Â鶹´«Ã½AV

Skip to content

Gardener's Notebook: Magazines let gardeners dream

Blissfully imagining what it would be fun to plant this year
garden
Time to finally make garden plan a reality. (File Photo)

YORKTON - Okay—I know I’m not the only one going through gardening magazines, blissfully imagining what it would be fun to plant this year! I would bet that you have been doing the same thing! It’s fun to dream, isn’t it! I think our garden plan is in place, but the containers always give a chance to be extra-creative, don’t they!

I really like the idea of a container with red blooms for the Year Of The Garden, and one plant that would be an eyecatcher is red celosia, such as “Fresh Look Red”.

Let’s chat about celosia for a minute. If you are not familiar with it, celosia is an annual flower, best known for the colorful, fluffy, long-lasting plumes that add a real pop to container plantings.

Celosia should be started indoors, so we are late for this year, but luckily it is popular when the bedding plants are in the greenhouses! Plant them outdoors when all danger of frost is past. They can be placed about eight inches apart.

Celosia loves the heat, so if we have a sunny location for our container of celosia, it will be very happy. It appreciates good drainage, as well, so whether we are planting it in a container or in a flower bed, that should be a consideration. Keep in mind that they don’t mind dry conditions, so we shouldn’t over-water them, and we should be sure that they aren’t sitting with wet feet.

For the most part, celosia is very care-free: not prone to diseases or pests.

The celosia family has a lot of variety in bloom color, ranging from yellows, oranges, reds, pinks and purples. There’s variety in the flower shape, too. Many gardeners are probably most familiar with the plume type of celosia, (sometimes gardeners call it the woolflower) but there are also some very unusual shapes that would be great conversation-starters in our gardens or in a container on our patios.

There is the wheat variety, which has blooms that are more definite in shape almost like wheat stalks. They’re lovely, but if you’re looking for fun flowers, read on! Celosia comes in a

cockscomb variety, and these indeed look like a cockscomb, with vivid colors and even some variegations. My darling Mom, who always encouraged trying new flowers in the garden, got me a cockscomb celosia for my garden patch. It was beautiful, a vibrant red and purple. The flower head lasted a very long time, and every day when I ran out to look at my patch, I was always so excited about that plant!

And if you have ever heard celosia called “brain flower” or “brain celosia”, that is because there is a variety with a shape that looks exactly like pictures of the brain, with fascinating corrugated blooms. This type of celosia is also called coral celosia. Imagine striking plants like this in a mass planting, they’d be showstoppers!

A little factoid, celosia belongs to the amaranth family, the same flamboyant family that gives us Love Lies Bleeding and Joseph’s Coat. And did you know that in an ounce of celosia seed, there can be as many as 43,000 seeds! I wonder who counted them all!

Please see what the horticultural society is doing by visiting our website at www.yorktonhort.ca Our next meeting is May 18, 7PM at the Yorkton Public Library, please use the back door. This is the Iron Gardener Event!

Thank you to our friends at Yorkton This Week for all their work.

Have a great week!

 

push icon
Be the first to read breaking stories. Enable push notifications on your device. Disable anytime.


Wherever a line of the data contains "iframe", copy that line.

[[ Available records, beginning ]]

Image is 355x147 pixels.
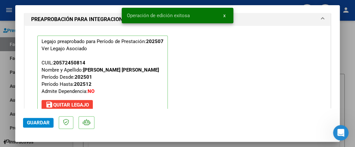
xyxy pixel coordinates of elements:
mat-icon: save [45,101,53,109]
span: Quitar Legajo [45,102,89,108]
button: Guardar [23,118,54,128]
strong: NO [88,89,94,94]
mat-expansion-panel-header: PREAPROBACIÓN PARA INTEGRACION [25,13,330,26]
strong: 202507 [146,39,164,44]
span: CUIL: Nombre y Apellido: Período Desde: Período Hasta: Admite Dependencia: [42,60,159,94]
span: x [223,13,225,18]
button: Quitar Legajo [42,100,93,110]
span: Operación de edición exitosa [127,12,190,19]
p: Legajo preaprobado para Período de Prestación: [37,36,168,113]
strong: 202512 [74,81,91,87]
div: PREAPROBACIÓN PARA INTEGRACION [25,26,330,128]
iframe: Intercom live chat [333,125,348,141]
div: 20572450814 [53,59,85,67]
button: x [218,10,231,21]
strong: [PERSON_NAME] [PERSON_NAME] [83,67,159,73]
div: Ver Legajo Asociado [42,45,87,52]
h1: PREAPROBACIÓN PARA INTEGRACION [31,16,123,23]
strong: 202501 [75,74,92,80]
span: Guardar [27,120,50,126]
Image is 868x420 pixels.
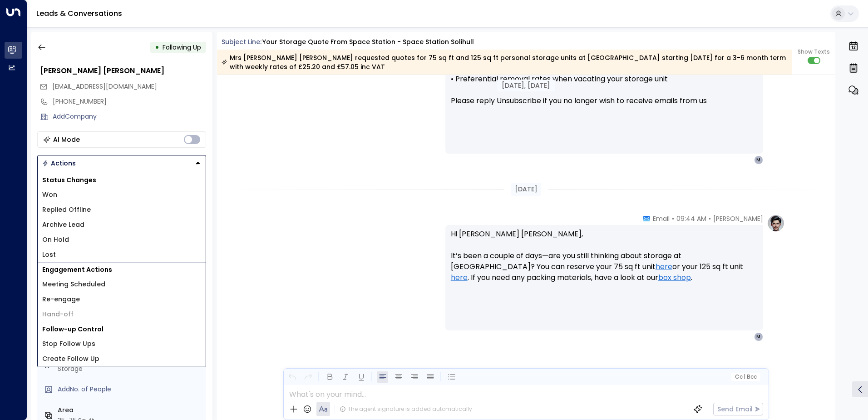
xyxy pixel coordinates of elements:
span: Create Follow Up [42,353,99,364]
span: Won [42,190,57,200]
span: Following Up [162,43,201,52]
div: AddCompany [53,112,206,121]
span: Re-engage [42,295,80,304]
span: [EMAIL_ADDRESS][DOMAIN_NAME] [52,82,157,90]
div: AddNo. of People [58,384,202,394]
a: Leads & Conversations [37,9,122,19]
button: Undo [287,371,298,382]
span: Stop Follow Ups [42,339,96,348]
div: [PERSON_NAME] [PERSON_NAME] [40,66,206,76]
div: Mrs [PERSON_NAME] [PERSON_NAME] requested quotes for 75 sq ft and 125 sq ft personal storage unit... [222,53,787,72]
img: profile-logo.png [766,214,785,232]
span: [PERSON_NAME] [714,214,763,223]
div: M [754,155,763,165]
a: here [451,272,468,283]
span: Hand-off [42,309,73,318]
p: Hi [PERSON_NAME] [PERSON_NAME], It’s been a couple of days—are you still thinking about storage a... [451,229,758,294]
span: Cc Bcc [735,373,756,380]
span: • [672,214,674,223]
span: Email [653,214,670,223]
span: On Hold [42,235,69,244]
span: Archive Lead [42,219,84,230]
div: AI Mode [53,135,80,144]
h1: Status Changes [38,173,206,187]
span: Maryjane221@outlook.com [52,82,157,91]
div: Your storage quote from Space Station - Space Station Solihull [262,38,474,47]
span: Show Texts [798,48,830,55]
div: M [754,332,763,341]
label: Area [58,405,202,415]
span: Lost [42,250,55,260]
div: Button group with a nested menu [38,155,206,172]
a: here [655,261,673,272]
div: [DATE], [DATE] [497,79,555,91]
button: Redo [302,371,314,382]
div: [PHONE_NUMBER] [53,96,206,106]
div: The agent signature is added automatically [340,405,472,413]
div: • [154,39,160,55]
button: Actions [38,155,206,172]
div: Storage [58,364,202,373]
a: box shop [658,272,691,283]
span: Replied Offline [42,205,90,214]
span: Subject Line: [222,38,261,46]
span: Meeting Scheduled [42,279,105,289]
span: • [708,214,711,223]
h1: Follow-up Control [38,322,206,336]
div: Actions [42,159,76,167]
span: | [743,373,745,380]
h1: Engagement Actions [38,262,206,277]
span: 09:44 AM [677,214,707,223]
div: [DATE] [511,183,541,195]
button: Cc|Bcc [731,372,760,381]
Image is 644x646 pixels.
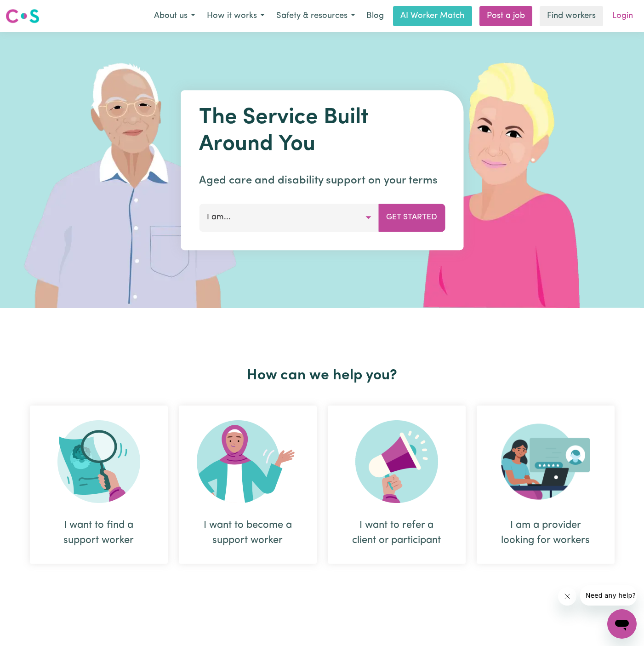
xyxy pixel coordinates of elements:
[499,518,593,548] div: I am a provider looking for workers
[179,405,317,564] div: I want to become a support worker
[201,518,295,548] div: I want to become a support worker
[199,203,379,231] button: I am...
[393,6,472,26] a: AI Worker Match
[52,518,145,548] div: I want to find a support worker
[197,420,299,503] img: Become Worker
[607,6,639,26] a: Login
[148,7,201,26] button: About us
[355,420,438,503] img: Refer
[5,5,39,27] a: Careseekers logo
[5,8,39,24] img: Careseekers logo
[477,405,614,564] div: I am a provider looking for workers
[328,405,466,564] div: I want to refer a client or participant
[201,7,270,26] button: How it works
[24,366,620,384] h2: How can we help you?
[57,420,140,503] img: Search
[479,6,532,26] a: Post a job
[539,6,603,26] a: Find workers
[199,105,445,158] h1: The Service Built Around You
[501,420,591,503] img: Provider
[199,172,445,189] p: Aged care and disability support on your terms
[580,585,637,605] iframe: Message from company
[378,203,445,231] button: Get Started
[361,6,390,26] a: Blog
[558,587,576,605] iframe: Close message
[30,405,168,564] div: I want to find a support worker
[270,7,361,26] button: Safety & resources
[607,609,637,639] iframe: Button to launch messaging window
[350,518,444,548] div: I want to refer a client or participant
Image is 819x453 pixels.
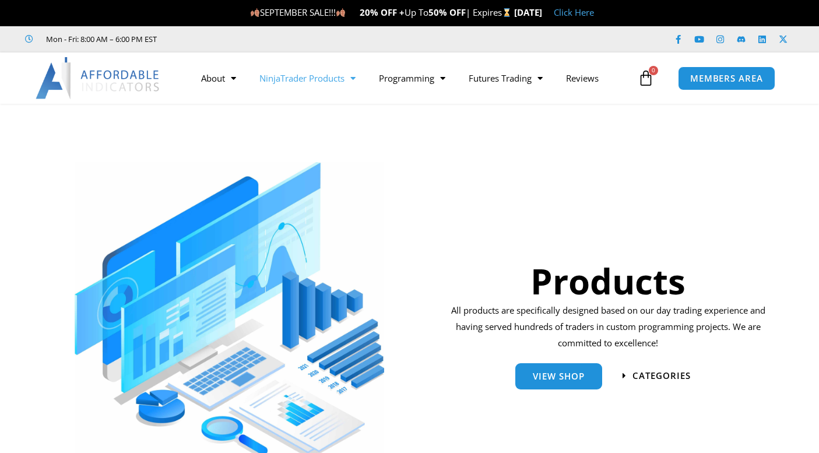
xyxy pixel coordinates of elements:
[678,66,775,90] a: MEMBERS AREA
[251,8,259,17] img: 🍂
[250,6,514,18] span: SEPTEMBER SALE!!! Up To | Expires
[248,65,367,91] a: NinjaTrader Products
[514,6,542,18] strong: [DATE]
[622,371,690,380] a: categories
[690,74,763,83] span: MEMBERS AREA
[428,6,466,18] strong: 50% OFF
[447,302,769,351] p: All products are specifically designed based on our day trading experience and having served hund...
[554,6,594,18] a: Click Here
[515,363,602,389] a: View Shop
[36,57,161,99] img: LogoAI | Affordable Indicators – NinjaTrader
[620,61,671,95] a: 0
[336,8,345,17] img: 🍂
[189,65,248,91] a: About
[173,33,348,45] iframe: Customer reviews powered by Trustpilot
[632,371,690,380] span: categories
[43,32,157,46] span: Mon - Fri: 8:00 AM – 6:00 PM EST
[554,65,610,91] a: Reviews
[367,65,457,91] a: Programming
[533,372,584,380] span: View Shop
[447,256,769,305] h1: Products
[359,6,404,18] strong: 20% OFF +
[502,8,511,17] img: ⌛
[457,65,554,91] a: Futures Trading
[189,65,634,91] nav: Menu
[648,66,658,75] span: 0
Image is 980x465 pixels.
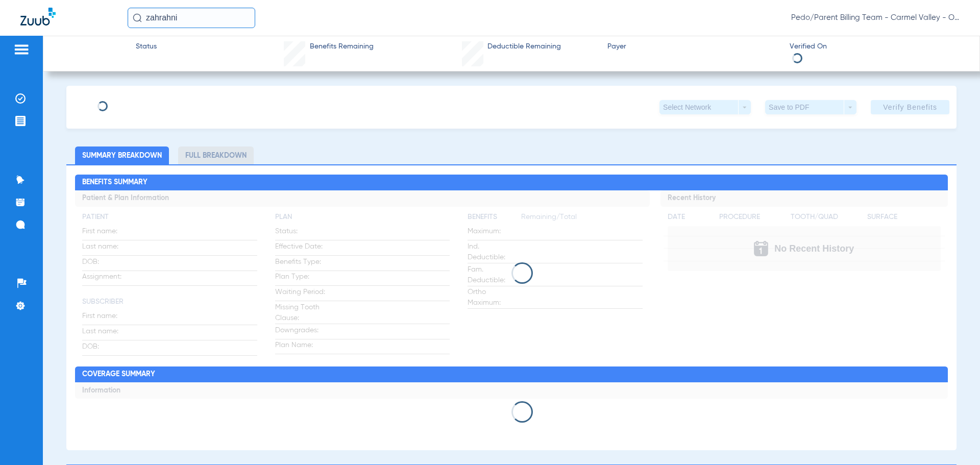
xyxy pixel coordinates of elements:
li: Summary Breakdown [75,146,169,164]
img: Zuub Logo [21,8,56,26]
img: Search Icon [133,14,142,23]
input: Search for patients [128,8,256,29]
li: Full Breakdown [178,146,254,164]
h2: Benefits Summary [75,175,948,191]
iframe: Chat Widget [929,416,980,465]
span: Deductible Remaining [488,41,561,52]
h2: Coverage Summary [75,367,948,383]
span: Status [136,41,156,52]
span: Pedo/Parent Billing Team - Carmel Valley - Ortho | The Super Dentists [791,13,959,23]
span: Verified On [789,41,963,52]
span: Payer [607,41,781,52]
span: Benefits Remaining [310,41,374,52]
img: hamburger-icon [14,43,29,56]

[[ Available records, end ]]

== Response ==
iframe: Intercom live chat [333,125,348,141]
[580,585,637,605] iframe: Message from company
[558,587,576,605] iframe: Close message
[607,609,637,639] iframe: Button to launch messaging window
[173,33,348,45] iframe: Customer reviews powered by Trustpilot
iframe: Chat Widget [929,416,980,465]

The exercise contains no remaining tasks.